“I now find my political philosophy more in line with Democrats than Republicans”
Although he had disavowed a party switch as recently as March 17, Sen. Arlen Specter, 79, a registered Republican with impeccable liberal credentials, has finally legitimately jumped ship.
His quote at the time was: “I’m staying a Republican because I think I have a more important role to play there,” he said. “I think the United States very desperately needs a two-party system. … And I’m afraid that we’re becoming a one-party system, with Republicans becoming just a regional party.”
But today, Specter, a fifth termer, announced, “I now find my political philosophy more in line with Democrats than Republicans.”
President Obama, obviously delighted with the gift of a nearly 60-vote filibuster-resistant majority in the U.S. Senate, greeted the news with a rousing welcome. “The Democratic Party is thrilled to have you, ” an ecstatic Obama declared.

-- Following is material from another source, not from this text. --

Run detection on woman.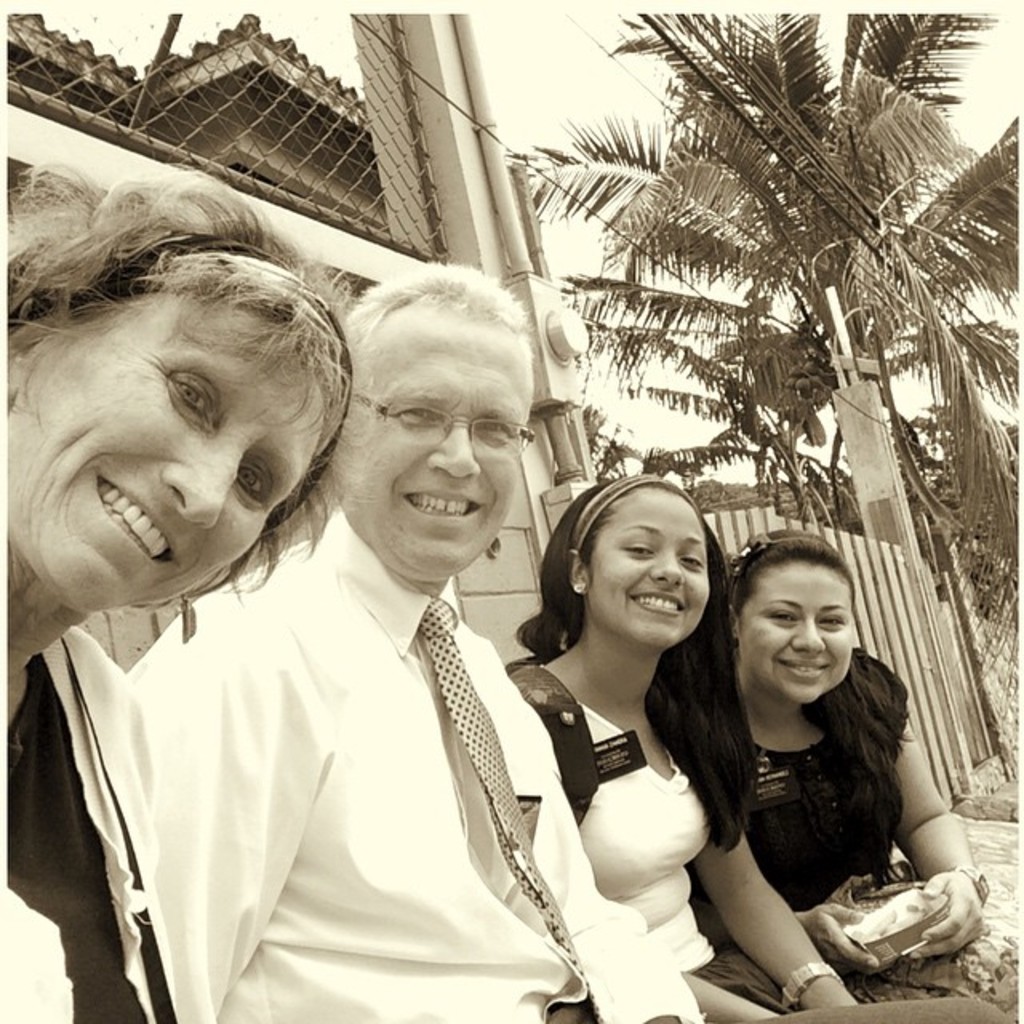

Breitbart News reports Specter faced an extraordinarily difficult re-election challenge in his home state in 2010, having first to confront a challenge from his right in the Republican primary before pivoting to a general election campaign against a Democrat in a state that has trended increasingly Democratic in recent elections.
He has publicly acknowledged in recent months that in order to win a sixth term, he would need the support of thousands of Pennsylvania Republicans who sided with Obama in last fall’s presidential election.
“I am unwilling to have my twenty-nine year Senate record judged by the Pennsylvania Republican primary electorate,” he said in the statement. Asked by a reporter what he had to say to his constituents, Specter replied with a smile, “I don’t have to say anything to them. They said it to me.”
Seeing Red AZ has reported on the betrayals of liberal Republicans Arlen Specter (PA), Susan Collins (ME) and Olympia Snowe (ME) who joined with Democrats voting in support of passage of the bloated and pork-laden “stimulus” spending package.
Specter was the subject of this report in February.